We left the house Saturday at 4:30 a.m. and walked through the pitch-black quiet to Armature Works. It’s only a 15-minute walk, but I dreaded being late. Premier League Mornings Live, the NBC soccer fanfest, came to Tampa last weekend, and I knew from experience in Orlando that the crowds would be a zoo.
We walked down from Riverside Heights, crossing North Boulevard where the crab shack used to be and passing the new roundabout at the Hillsborough River bridge. My wife, Sue, makes this predawn trek every day, watching a fast-growing downtown rouse from its slumber. As we neared Armature, the streets suddenly came alive. SUVs, trucks, police cars and Ubers spilled onto Palm Avenue from every direction. Fans decked in team kits hustled across the parking lots toward the corrals. We got lucky and queued near the front. A woman alongside me in a Liverpool jersey played Wordle on her phone. Drones hummed overhead. Two teens behind me war-gamed what the final league standings might be.
With 90 minutes to kill before the gates opened, I had to wonder: Who are these people, and why are so many here to celebrate a soccer league that plays on another continent?
Growing up in Tampa in the 1960s and 70s, soccer wasn’t a thing. Tampa was a baseball town for boys; the bigger kids played football. I switched to soccer after breaking my thumb catching a fastball in Little League. It was a second-class sport then, foreign and weird, something for runts and misfits. Your coach was a dad who never played the game.
Our youth league in Temple Terrace was penny-wise and makeshift. We practiced in the evenings in open spaces at local parks, using pine trees as sidelines and traffic cones for goals. Substitutes borrowed a starter’s shin guards. Parents pitched in to pay the referees. On many game days, we chalked our own fields. They were “fields” only in the aspirational sense; most were sandlots and full of spurs, or soaked pasture in Brandon and Odessa. High school soccer was no more glamorous; at Tampa Catholic, we broke into the football lockers for gauze, scissors and tape. We were canaries in a backbench sport. And now thousands are swarming Tampa’s downtown waterfront for a telecast of English soccer?
Thank the Tampa Bay Rowdies for building a fan base for soccer here, for starting the youth camps and clinics in the mid-1970s and getting the sport ingrained in our schools. That was a long slog by a committed few that paid off, and now our region has two professional soccer teams.
Tampa, too, has changed enormously over the years, including — coincidentally — over the very ground I stood on Saturday. From the corrals at Armature, I looked north across the parking lots to Palm. As kids, my brother, Jim, and I would mow many of these fields, vacant properties, dead ends of a dead downtown. We had a routine: I manned the brush mower, and Jim walked in front, poking the ground with a spade to make sure no one was asleep in the grass. It was a solitary and creepy place even in the middle of the day.
As the decades passed, the downtown bustle pushed north, and the old trolley barn at Armature became Tampa’s next big thing. Those weeded lots choked with abandoned sofas, gin bottles and snakes transformed into places we know today as Rocca, Strandhill Public and Rejuv Aveda Salon.
It was almost 6:30 a.m., showtime, and we all inched forward in the corrals. Camera crews blanketed the crowd with floodlights, drawing shouts and screams, as fans jostled to give their teams face time with an American audience. From The Palm apartments, on Ola Avenue, a block away, a group of 20-something runners trotted by, slowing to check out the commotion. It was a meeting of two worlds that nobody back then might have imagined crossing paths. Now it’s more part of Tampa’s everyday living.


- **The problem**: Below are the records. Restate word for word every line from the one that contains "What are the coordinates of human face?" through the final line, both included.

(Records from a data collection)

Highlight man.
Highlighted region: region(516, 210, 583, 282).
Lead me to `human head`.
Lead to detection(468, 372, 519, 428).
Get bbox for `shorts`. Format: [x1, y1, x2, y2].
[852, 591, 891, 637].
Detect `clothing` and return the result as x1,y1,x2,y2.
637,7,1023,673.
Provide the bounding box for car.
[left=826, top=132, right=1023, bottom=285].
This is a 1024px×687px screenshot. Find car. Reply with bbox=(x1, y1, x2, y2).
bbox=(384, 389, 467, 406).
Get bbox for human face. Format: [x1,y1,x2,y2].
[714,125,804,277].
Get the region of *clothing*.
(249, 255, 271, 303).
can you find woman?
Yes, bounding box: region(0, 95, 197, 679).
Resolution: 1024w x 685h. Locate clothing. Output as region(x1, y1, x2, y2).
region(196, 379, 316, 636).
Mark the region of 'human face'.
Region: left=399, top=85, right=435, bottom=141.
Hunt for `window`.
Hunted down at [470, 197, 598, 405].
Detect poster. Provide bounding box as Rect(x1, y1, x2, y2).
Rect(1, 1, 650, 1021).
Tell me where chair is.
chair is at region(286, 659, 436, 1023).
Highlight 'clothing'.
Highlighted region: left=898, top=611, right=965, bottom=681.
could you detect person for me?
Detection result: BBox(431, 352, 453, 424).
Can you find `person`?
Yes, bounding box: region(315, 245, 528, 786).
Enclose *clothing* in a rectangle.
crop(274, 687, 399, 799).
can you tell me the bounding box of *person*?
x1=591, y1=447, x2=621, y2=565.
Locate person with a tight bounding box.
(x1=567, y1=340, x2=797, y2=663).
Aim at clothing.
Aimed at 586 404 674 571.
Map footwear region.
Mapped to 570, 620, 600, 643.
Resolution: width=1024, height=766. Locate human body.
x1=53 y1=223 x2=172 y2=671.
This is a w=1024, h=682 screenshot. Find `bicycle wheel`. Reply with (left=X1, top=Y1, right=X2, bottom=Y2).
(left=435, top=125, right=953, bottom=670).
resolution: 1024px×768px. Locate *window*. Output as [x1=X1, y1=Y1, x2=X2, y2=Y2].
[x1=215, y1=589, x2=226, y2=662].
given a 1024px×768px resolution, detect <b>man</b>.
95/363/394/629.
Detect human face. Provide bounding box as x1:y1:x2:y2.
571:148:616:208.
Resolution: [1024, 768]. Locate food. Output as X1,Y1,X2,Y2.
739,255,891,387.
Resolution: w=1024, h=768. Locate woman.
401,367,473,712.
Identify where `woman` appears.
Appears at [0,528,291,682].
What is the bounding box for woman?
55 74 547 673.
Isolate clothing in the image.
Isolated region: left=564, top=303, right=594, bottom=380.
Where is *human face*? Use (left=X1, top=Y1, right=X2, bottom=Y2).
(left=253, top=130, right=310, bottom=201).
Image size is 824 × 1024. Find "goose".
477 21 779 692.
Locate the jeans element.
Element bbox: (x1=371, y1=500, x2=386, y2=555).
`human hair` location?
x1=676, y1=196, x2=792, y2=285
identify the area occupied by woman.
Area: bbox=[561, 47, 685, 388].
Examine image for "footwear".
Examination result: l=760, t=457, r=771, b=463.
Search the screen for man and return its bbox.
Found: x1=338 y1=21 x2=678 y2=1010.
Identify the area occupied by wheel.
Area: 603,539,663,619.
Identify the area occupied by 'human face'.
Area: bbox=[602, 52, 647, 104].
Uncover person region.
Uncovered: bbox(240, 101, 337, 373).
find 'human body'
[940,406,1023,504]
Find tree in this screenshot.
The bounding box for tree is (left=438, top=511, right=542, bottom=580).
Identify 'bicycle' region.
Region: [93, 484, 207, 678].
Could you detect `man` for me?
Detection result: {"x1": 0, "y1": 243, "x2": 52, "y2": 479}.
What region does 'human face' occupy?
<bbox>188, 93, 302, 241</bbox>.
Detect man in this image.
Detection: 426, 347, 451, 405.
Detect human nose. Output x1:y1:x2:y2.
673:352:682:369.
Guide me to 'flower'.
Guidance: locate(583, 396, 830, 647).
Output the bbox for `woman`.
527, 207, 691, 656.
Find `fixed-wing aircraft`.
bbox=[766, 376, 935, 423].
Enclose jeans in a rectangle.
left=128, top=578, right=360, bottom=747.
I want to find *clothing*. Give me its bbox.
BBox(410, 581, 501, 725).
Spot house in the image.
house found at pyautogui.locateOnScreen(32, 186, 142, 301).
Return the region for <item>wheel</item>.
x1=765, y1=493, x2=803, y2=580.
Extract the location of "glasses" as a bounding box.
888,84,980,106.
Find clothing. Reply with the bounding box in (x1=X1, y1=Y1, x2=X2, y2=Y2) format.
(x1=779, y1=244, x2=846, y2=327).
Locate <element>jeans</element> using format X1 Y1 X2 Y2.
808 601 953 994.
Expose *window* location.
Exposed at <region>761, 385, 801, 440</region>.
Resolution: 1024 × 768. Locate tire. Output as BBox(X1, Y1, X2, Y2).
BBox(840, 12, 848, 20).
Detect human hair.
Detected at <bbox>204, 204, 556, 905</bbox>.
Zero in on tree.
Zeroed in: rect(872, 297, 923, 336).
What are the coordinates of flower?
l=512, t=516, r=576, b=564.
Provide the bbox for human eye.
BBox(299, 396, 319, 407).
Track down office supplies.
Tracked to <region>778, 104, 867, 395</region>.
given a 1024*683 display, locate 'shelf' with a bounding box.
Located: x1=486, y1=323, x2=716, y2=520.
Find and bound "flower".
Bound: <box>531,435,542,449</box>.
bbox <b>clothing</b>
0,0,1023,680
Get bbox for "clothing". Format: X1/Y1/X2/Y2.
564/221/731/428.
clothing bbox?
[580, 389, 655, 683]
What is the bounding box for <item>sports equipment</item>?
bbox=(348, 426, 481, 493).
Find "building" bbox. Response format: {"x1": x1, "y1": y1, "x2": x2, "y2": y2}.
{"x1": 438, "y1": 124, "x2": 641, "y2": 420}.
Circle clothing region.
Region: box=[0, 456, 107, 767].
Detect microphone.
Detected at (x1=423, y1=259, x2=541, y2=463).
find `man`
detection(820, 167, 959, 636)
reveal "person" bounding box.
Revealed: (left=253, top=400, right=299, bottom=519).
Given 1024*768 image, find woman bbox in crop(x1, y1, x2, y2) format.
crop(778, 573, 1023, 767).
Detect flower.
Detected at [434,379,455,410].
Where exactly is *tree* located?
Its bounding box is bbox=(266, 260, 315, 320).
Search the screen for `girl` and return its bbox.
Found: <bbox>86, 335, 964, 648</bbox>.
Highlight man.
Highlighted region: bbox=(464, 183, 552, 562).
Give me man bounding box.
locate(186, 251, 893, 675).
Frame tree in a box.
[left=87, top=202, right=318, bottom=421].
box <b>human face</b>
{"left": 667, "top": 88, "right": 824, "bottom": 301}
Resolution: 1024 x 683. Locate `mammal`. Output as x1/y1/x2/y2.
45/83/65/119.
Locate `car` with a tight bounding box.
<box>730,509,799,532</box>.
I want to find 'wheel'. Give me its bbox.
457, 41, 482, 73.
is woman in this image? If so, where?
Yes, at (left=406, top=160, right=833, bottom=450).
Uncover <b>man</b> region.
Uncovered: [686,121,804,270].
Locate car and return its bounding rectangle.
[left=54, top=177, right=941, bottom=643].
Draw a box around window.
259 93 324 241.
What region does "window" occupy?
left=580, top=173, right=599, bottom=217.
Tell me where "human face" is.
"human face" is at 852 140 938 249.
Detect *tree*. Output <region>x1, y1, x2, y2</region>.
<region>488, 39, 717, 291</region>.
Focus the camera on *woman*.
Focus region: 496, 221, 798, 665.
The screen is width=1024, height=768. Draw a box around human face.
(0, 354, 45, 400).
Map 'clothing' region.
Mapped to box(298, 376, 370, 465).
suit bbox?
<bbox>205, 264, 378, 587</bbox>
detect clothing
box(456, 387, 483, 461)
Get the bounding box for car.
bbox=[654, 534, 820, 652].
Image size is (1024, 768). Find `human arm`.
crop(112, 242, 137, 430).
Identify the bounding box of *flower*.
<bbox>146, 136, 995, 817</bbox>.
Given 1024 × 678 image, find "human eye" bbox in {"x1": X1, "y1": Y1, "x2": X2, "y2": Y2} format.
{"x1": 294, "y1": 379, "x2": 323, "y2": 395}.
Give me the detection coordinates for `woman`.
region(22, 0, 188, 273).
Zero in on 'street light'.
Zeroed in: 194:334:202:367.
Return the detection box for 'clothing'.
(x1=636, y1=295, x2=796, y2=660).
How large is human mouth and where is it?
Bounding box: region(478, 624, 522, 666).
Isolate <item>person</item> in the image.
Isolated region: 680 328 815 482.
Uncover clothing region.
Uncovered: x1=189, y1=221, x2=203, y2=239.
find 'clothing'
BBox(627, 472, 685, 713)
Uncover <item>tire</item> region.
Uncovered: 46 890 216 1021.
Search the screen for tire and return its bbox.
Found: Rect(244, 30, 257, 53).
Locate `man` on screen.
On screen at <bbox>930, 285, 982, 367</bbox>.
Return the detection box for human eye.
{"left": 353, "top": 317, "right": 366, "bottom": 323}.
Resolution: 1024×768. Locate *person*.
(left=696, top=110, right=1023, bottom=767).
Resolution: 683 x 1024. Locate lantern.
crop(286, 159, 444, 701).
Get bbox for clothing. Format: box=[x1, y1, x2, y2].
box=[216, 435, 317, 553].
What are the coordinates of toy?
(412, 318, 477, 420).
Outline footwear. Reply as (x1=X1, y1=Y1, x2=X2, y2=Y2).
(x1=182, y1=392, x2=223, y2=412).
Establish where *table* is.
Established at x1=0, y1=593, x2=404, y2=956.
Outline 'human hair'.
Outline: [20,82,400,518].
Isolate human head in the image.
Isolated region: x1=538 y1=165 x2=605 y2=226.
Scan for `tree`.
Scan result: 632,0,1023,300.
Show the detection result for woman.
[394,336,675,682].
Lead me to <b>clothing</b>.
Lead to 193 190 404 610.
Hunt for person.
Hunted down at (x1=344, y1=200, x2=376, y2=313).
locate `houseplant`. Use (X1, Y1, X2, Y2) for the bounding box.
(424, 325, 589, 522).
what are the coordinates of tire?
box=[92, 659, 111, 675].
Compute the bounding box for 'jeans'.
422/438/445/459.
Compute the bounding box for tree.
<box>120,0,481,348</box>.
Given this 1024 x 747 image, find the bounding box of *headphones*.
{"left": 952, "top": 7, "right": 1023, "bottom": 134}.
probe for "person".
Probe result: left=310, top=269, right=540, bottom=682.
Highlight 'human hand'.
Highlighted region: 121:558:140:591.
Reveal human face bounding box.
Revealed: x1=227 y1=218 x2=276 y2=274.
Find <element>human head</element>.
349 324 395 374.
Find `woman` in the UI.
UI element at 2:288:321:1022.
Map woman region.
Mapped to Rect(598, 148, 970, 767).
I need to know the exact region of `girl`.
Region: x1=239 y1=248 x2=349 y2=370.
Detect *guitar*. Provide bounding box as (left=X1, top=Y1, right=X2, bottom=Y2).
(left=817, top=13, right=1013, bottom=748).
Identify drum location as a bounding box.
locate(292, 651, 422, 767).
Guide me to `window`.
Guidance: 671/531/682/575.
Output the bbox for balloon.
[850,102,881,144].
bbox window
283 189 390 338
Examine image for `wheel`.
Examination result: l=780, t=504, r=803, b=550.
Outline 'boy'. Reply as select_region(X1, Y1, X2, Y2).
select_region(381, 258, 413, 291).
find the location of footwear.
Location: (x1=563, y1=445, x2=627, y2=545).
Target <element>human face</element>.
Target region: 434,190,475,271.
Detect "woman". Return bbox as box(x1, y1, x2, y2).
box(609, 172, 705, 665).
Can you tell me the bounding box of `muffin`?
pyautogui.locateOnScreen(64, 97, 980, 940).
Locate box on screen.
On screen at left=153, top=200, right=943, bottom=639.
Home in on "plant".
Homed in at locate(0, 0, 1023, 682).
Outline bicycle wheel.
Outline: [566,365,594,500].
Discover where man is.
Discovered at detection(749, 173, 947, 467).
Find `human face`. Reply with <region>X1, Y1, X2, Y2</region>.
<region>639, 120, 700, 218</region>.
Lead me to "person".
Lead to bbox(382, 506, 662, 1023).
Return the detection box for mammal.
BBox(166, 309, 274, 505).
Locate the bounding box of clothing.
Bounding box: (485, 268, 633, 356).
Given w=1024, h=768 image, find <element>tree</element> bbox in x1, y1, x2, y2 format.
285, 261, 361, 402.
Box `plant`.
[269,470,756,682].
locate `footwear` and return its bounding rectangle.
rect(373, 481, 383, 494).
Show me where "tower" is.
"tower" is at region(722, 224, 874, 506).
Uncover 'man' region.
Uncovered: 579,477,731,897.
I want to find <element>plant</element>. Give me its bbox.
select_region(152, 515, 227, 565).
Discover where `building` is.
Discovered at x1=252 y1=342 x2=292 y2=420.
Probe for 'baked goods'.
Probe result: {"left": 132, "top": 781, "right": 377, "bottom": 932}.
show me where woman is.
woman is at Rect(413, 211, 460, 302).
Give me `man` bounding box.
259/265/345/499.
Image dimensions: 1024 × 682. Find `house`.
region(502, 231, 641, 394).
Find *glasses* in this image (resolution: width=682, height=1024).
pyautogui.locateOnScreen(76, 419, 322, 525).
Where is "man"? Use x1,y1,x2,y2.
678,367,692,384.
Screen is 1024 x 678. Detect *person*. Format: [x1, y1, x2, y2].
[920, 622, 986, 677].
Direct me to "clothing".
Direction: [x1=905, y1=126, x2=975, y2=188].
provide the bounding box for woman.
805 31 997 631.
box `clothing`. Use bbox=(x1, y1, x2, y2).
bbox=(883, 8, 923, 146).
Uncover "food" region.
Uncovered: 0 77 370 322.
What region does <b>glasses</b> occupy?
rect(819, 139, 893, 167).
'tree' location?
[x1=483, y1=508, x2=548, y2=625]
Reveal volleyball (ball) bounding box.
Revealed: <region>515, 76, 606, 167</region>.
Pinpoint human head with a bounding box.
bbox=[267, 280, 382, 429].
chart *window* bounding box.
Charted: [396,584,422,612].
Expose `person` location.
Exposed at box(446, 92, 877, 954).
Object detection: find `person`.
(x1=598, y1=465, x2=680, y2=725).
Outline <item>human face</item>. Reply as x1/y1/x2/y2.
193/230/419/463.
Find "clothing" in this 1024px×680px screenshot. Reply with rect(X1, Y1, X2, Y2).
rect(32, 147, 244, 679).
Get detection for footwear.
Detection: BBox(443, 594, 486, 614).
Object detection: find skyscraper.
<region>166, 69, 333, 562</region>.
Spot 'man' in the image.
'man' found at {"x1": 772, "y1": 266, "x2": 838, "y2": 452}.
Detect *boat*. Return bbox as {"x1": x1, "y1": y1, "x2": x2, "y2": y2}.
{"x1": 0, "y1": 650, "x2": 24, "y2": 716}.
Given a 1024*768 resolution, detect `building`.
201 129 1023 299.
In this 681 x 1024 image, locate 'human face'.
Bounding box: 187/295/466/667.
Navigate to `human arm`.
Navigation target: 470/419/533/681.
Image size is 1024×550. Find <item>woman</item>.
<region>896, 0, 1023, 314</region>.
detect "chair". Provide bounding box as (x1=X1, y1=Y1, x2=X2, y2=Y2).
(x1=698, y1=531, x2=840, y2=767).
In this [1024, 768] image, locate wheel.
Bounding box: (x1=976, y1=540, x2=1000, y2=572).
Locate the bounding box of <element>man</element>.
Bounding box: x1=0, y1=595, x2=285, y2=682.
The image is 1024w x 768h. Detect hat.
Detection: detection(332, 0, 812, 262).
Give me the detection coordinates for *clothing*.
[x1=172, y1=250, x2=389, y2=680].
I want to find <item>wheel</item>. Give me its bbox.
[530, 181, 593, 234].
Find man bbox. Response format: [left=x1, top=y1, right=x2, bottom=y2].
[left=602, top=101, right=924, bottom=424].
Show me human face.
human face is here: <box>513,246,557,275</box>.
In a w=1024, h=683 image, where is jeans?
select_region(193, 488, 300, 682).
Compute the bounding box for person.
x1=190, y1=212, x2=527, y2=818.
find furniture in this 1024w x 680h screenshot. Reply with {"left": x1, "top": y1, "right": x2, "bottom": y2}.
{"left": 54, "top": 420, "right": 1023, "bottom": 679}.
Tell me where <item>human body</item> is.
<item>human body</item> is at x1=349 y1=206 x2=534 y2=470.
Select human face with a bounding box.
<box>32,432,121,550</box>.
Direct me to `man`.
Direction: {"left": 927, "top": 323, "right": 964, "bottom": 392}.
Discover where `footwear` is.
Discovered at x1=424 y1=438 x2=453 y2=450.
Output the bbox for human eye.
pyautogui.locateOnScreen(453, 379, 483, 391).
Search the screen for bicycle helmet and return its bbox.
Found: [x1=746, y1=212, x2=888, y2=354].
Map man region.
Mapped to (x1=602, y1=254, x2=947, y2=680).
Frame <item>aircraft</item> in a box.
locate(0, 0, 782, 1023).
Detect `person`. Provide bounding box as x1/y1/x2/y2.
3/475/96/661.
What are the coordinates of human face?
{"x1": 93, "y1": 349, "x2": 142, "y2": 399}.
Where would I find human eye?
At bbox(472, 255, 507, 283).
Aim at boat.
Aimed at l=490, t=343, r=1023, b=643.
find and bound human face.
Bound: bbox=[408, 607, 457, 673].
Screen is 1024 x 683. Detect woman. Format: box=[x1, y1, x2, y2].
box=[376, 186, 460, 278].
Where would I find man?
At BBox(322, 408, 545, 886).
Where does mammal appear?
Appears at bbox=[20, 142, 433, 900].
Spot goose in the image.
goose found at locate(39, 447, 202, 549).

- **Written answer**:
What are the coordinates of human face?
{"x1": 93, "y1": 349, "x2": 142, "y2": 399}.
Where would I find human eye?
At bbox(472, 255, 507, 283).
Aim at boat.
Aimed at l=490, t=343, r=1023, b=643.
find and bound human face.
Bound: bbox=[408, 607, 457, 673].
Screen is 1024 x 683. Detect woman. Format: box=[x1, y1, x2, y2].
box=[376, 186, 460, 278].
Where would I find man?
At BBox(322, 408, 545, 886).
Where does mammal appear?
Appears at bbox=[20, 142, 433, 900].
Spot goose in the image.
goose found at locate(39, 447, 202, 549).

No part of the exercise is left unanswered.